School bell will ring a bit later in Hudson
HUDSON – Students at five Hudson schools will spend a little more time in the classroom this school year.
Changes to the start and end times at the district’s four elementary schools and one middle school will add 110 school days to the educational career of a student who attends first through eighth grade in the Hudson School District, according to Superintendent Randy Bell.
The school day will be extended 20 minutes at Hudson’s elementary schools and 26 minutes at Hudson Memorial School.
The elementary schools – Dr. H.O. Smith School, Hills Garrison School, Library Street School and Nottingham West Elementary School – will start at 8:45 a.m. instead of 8:50 a.m. and end at 3:05 p.m. instead of 2:50 p.m.
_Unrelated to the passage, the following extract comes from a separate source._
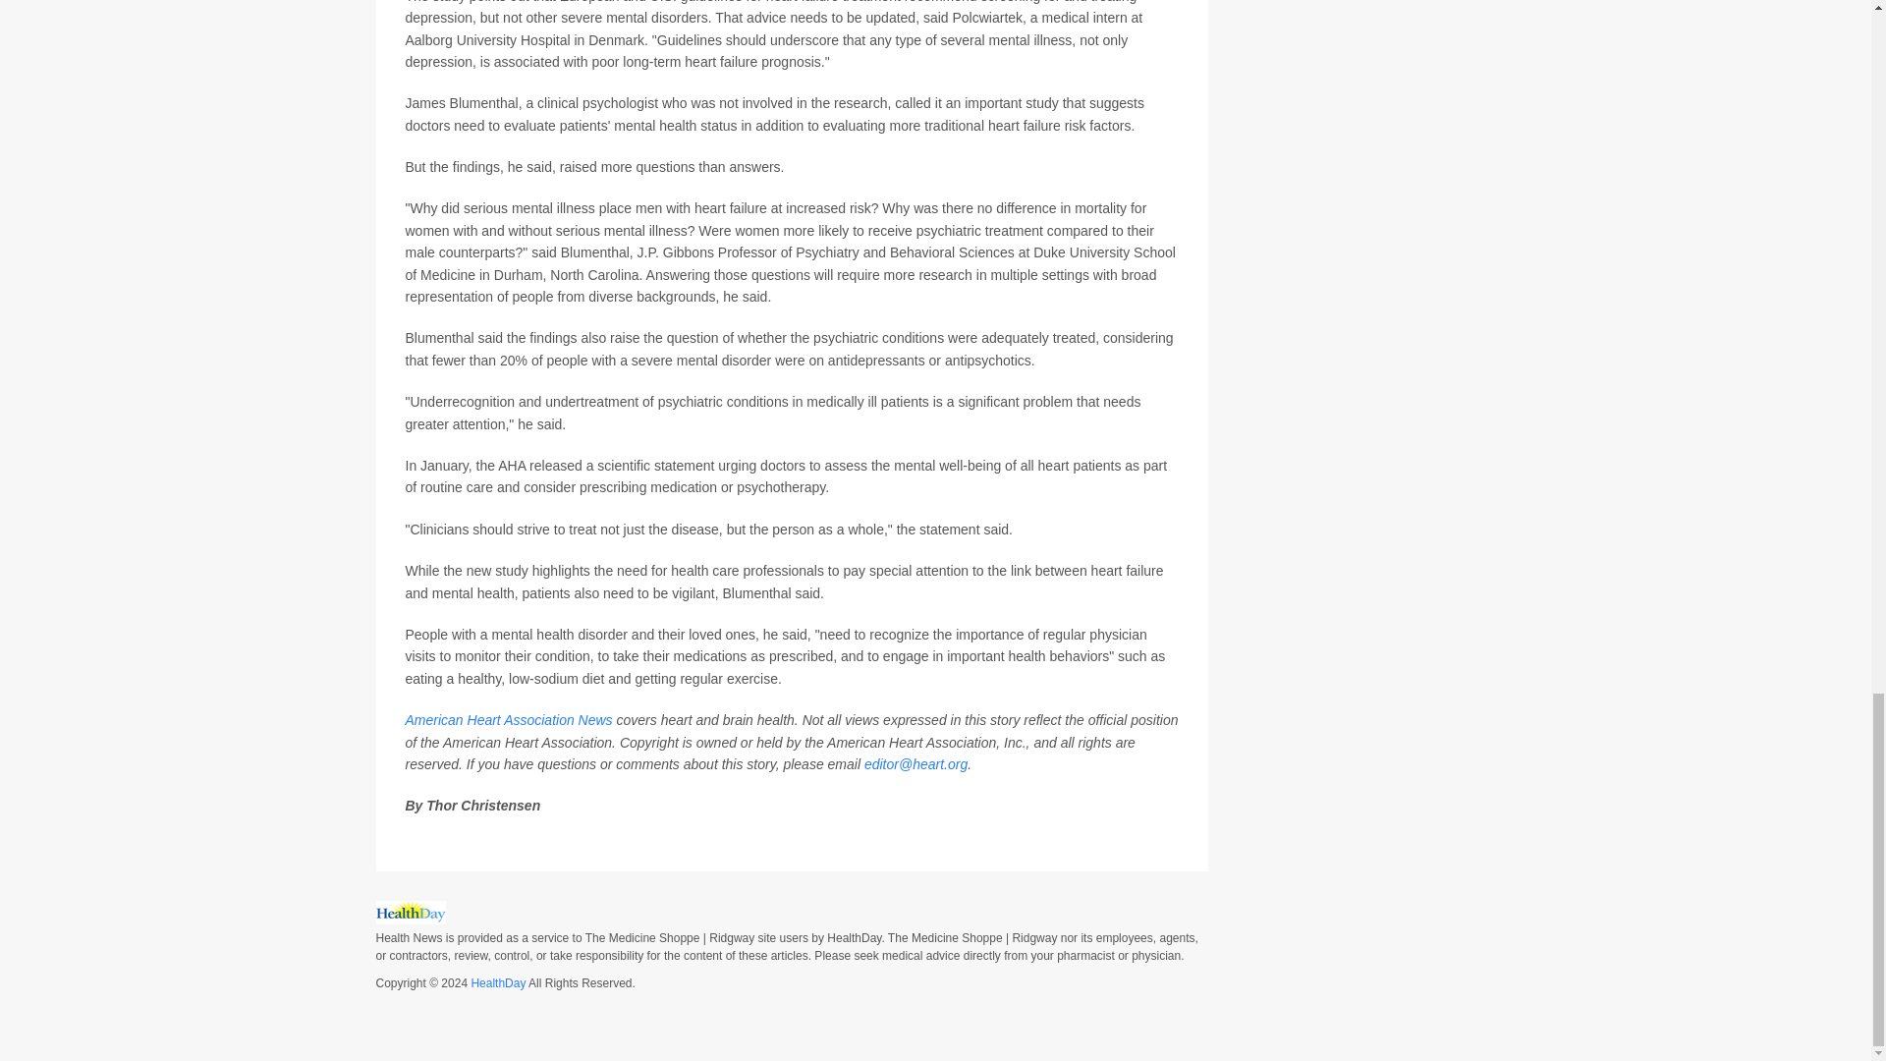  I want to click on American Heart Association News, so click(508, 719).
Hudson Memorial will start at 7:50 a.m. instead of 8:11 a.m. and end at 2:17 p.m. instead of 2:13 p.m.
Alvirne High School’s start and end times will not change.
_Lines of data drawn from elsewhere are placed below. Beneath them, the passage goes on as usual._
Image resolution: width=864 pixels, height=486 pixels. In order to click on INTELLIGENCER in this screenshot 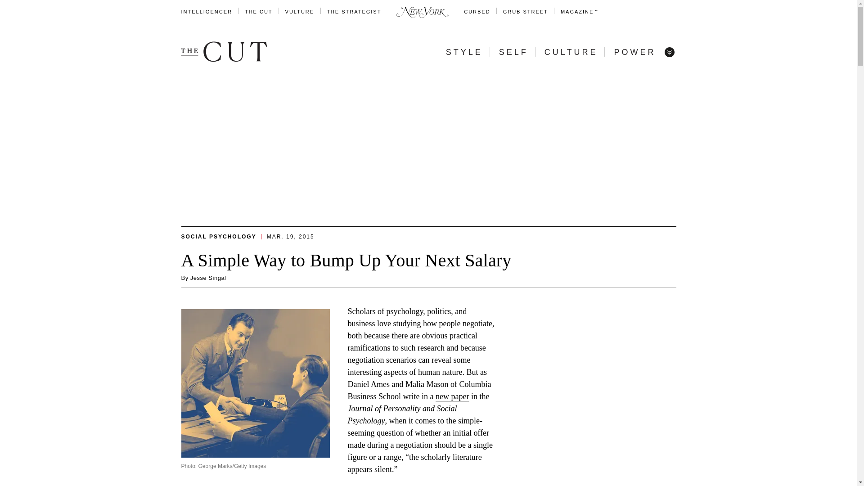, I will do `click(206, 12)`.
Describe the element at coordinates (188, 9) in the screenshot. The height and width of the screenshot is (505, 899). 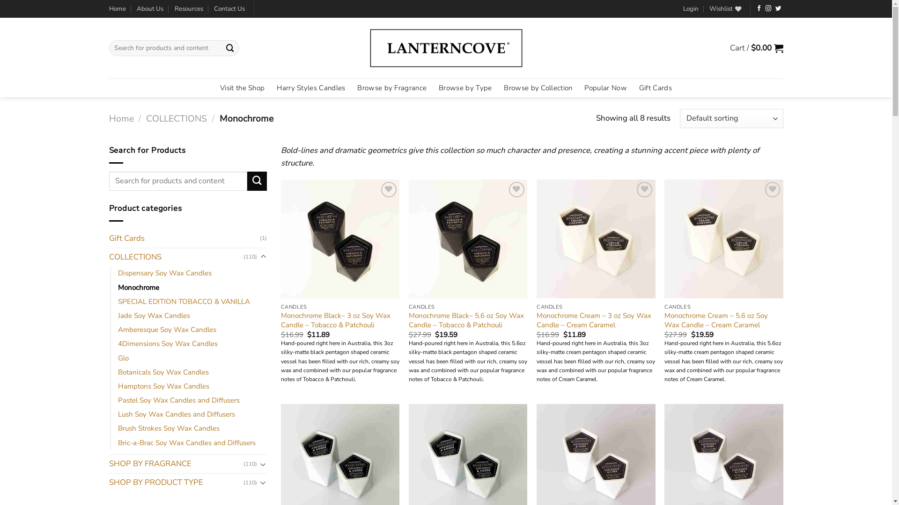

The adjustments are minor but add 90 hours of instructional time a year. That’s 720 hours over eight years, which equates to about 110, 6-1/2-hour school days, Bell said. That’s more than half a school year.
The state Department of Education requires schools to be open at least 180 days each year or have 945 hours of instructional time each year, according to its Web site.
“It’s an awful lot of time accumulated,” Bell said.
Bell said he’s wanted to extend the school day for some time, but bus schedules were always an issue.
With the buses arriving on a staggered schedule, he thought more buses would be needed to get all of the students to school earlier. That would have been cost-prohibitive, he said.
But this summer he talked with the district’s bus company and learned that minor adjustments to the bus pick-up times, no more than five to 10 minutes, enabled the buses to arrive at the schools earlier and at the same time, Bell said.
The only cost for the longer days is about $28,000, Bell said, to pay the district’s 26 full-time paraprofessionals since their salary is based on the students’ day.
Bell called that expense “very well worth it.”
The extended day also allows for a better use of time, Bell said, including block scheduling for core subjects, such as math and reading, and better scheduling for teachers in subjects such as art, music and languages.
Extending the school day was the only way to increase students’ classroom time in reading and math without cutting back on some other subjects, Bell said.
“It has a lot of ramifications,” Bell said.
“It isn’t just the quantity. It’s the quality of the time we’re using.”